By now everyone has seen the pictures. They speak of humanity at its furthest extreme — skeletal children, dying mothers, fly-blown wounds on feet that have walked for days. In terms of the desperation of the situation, the pictures speak for themselves.
The transformation that these images, broadcast on the nightly news, have had on the Dadaab refugee camp is noticeable. A situation that has been worsening for several years has almost overnight been recognised for the humanitarian crisis it is: the most serious such crisis currently facing the planet. The recognition is welcome, but unless it is matched by action it is meaningless.
Four weeks ago I was having a beer with some BBC journalists in the UNHCR compound in Dadaab. They were here shooting a story on a particular ethnic group from southern Ethiopia; they knew almost nothing about the food crisis and when I tried to explain how serious it was to them they were genuinely surprised. The next day they told me they had been asked by the London office to shoot something for the news while they were here — they weren’t set up for the quick turnaround and needed advice about edit facilities in Nairobi. That week they were the only media in the camp.
Within days everything changed. Journalists have been pouring into Dadaab in almost as steady a stream as the refugees. Relief agencies have been coming too. Money and resources — though still nowhere near enough — have started to become available where they are needed most.
Recently I’ve been seeing Dadaab described as the “ground zero” of the food crisis. This simply isn’t the case. As bad as things are in Dadaab, and they are very bad indeed, this is not the epicentre of the famine — it’s the epicentre of the relief effort. This is very important to keep in mind. The images you’re seeing on the news are shocking, horrific even, but they are of the people who have made it to safety. The tens of thousands who have made the journey here in the past few months are not the ones who are worst off. The people worst off are already dead.

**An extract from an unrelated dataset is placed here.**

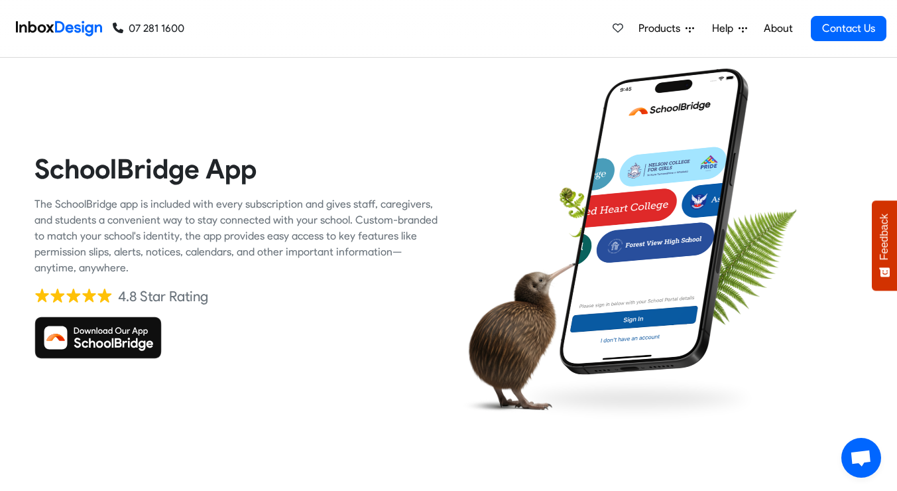  Describe the element at coordinates (654, 222) in the screenshot. I see `img: phone.png` at that location.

Latest figures put the number of people at risk of starvation in the Horn of Africa at 12 million. While the drought enforces suffering as far away as Eritrea and Uganda, the most affected areas are so far in southern Somalia and Ethiopia, including the disputed Ogaden region. It is no coincidence that the worst-hit areas are also the most insecure. If the role of man-made climate change in the drought is still in dispute, then the fact it is human folly that has turned this drought into a famine is less contested.

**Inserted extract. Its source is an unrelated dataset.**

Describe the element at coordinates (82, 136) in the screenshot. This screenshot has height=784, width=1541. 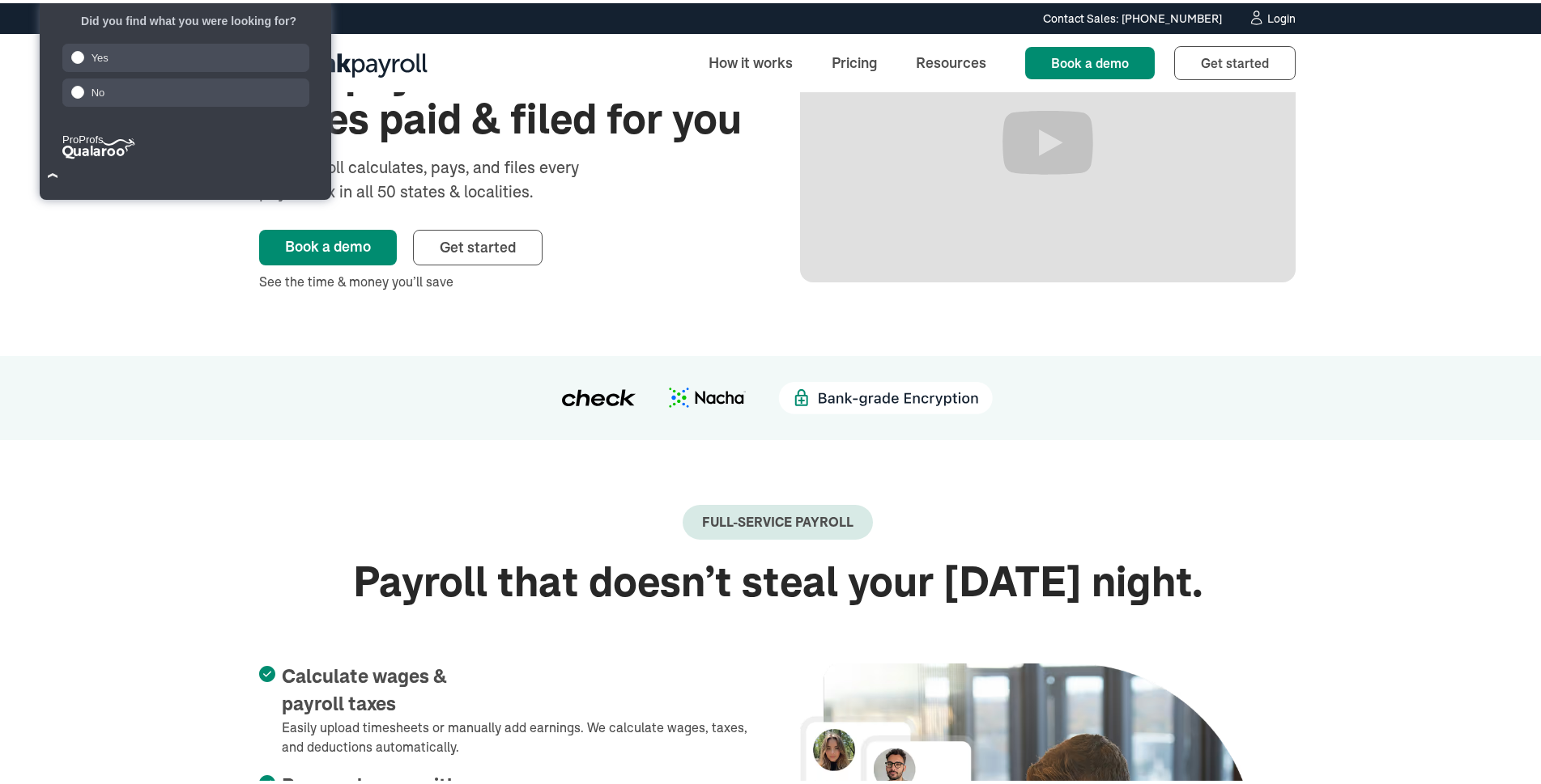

The most heinous example of politics exacerbating natural disaster has been the continued policy of al Shabaab in blocking food supplies and relief efforts in the regions of southern Somalia under their control. Al Shabaab (which translates as “the youth”) is a militant Islamic group that may be reasonably compared to the Taliban in Afghanistan. In a country with central government to speak of al Shabaab control huge regions in rule that is chaotic and brutal.

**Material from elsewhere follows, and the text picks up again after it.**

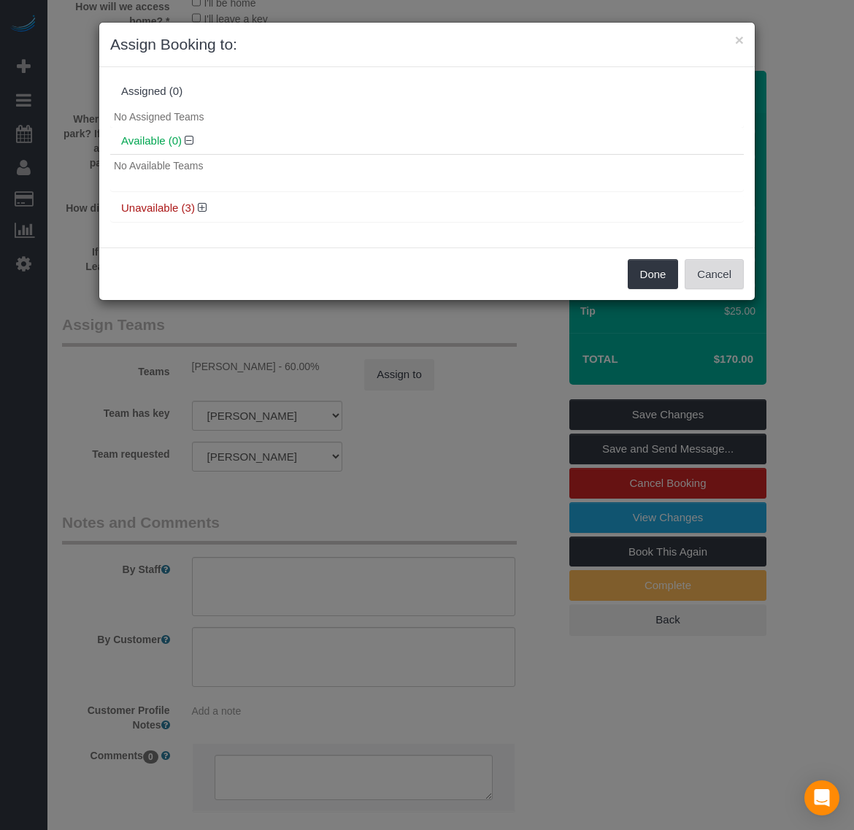 The height and width of the screenshot is (830, 854). I want to click on h3: Assign Booking to:, so click(427, 45).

Exactly who is doing what to whom is hard to pin down in Somalia’s power vacuum, but new arrivals to Dadaab that I have spoken with also report al Shabaab preventing people from fleeing the region. Refugees tell stories of rape, mutilation with bayonets and other brutalities committed at the hands of the militants. It’s likely much of this violence is as much banditry born out of chaos as it is an organised campaign. It’s hard to know.
Watching Somali Independence Day celebrations in Dadaab a few weeks ago was a strange feeling. Across the camp, refugees draped themselves in the blue and white flag of a country with no government and no future and danced wildly to sugary Somali pop music. “They really do love their country,” a colleague of mine remarked in disbelief. It is a hard country to love.
In Dadaab itself the problems are far more complicated than a simple lack of food. Despite the huge influx the World Food Program and other responsible agencies have so far managed to keep the camp supplied with basic staples. Emergency funds currently being made available should ensure this remains the case. The real problem in the camps at least is access, registration and organisation.
In order to fully access the camps’ facilities, a prospective refugee must register, have fingerprints taken and so forth. No one is disputing the necessity of this process — Kenya is home to more than half a million refugees and there is an obvious need to know who is who. But the time it takes is agonising. The delay can be weeks. It is this bottleneck that creates the biggest hardship in Dadaab rather than any inherent shortage.
Another huge problem is simply lack of information. When people first arrive at Dadaab, often after weeks walking through the desert carrying their children and all they they own, they think they have reached a sanctuary. But often the tents and humpies the new arrivals take to be the haven they have heard about may be kilometres from the organised sections of the camp. Having arrived on the outskirts it is often days before new arrivals make their way to the initial registration centre, find the all-important tap-stands or hear about the emergency health services on offer. For many — too many — this simple delay can be fatal.
It is no small thing that the world has started to pay attention to the food crisis in the Horn of Africa. Say what you will about “starvation porn” or media exploitation — the fact is that the money raised in these few weeks will save lives. Potentially millions of lives.
Inevitably attention will wander. The story will not change — only get worse — and the media will tire of it. But with or without the cameras, children will still starve to death.